Work item: The response should be a precise copy of every entry.

Records to use:
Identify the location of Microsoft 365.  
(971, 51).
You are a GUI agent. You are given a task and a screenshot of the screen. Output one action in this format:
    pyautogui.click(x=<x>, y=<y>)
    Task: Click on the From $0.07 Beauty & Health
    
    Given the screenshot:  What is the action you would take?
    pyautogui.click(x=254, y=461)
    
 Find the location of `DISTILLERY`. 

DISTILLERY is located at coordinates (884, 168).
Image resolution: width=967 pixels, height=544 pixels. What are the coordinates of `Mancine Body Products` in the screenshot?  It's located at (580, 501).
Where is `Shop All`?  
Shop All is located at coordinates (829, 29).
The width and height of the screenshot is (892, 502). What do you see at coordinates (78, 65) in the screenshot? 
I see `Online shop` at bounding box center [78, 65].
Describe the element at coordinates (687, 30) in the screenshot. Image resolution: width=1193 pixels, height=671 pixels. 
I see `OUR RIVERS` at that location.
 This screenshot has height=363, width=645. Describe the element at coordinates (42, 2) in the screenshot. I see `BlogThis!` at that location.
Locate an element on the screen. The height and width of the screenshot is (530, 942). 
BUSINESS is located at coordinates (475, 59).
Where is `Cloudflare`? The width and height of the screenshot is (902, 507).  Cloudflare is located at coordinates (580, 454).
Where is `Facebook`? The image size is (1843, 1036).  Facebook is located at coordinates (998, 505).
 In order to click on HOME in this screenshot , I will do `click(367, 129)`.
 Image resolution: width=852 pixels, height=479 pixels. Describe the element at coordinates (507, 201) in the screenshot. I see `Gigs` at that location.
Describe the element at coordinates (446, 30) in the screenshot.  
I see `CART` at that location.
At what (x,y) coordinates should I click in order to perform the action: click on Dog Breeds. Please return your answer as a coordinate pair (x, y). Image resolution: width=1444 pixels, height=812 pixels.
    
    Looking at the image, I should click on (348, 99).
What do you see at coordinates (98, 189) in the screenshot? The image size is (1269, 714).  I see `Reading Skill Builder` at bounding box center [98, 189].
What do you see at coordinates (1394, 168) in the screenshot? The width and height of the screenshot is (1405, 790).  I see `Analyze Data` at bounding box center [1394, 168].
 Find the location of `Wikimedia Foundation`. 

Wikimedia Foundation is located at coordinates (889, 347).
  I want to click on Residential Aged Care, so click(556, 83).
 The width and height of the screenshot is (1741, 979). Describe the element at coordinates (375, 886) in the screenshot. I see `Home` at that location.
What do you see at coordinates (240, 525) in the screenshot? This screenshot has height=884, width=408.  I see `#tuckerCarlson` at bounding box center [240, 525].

Worked solution:
Identify the location of Microsoft 365.  
(971, 51).
You are a GUI agent. You are given a task and a screenshot of the screen. Output one action in this format:
    pyautogui.click(x=<x>, y=<y>)
    Task: Click on the From $0.07 Beauty & Health
    
    Given the screenshot:  What is the action you would take?
    pyautogui.click(x=254, y=461)
    
 Find the location of `DISTILLERY`. 

DISTILLERY is located at coordinates (884, 168).
Image resolution: width=967 pixels, height=544 pixels. What are the coordinates of `Mancine Body Products` in the screenshot?  It's located at (580, 501).
Where is `Shop All`?  
Shop All is located at coordinates (829, 29).
The width and height of the screenshot is (892, 502). What do you see at coordinates (78, 65) in the screenshot? 
I see `Online shop` at bounding box center [78, 65].
Describe the element at coordinates (687, 30) in the screenshot. Image resolution: width=1193 pixels, height=671 pixels. 
I see `OUR RIVERS` at that location.
 This screenshot has height=363, width=645. Describe the element at coordinates (42, 2) in the screenshot. I see `BlogThis!` at that location.
Locate an element on the screen. The height and width of the screenshot is (530, 942). 
BUSINESS is located at coordinates (475, 59).
Where is `Cloudflare`? The width and height of the screenshot is (902, 507).  Cloudflare is located at coordinates (580, 454).
Where is `Facebook`? The image size is (1843, 1036).  Facebook is located at coordinates (998, 505).
 In order to click on HOME in this screenshot , I will do `click(367, 129)`.
 Image resolution: width=852 pixels, height=479 pixels. Describe the element at coordinates (507, 201) in the screenshot. I see `Gigs` at that location.
Describe the element at coordinates (446, 30) in the screenshot.  
I see `CART` at that location.
At what (x,y) coordinates should I click in order to perform the action: click on Dog Breeds. Please return your answer as a coordinate pair (x, y). Image resolution: width=1444 pixels, height=812 pixels.
    
    Looking at the image, I should click on (348, 99).
What do you see at coordinates (98, 189) in the screenshot? The image size is (1269, 714).  I see `Reading Skill Builder` at bounding box center [98, 189].
What do you see at coordinates (1394, 168) in the screenshot? The width and height of the screenshot is (1405, 790).  I see `Analyze Data` at bounding box center [1394, 168].
 Find the location of `Wikimedia Foundation`. 

Wikimedia Foundation is located at coordinates (889, 347).
  I want to click on Residential Aged Care, so click(556, 83).
 The width and height of the screenshot is (1741, 979). Describe the element at coordinates (375, 886) in the screenshot. I see `Home` at that location.
What do you see at coordinates (240, 525) in the screenshot? This screenshot has height=884, width=408.  I see `#tuckerCarlson` at bounding box center [240, 525].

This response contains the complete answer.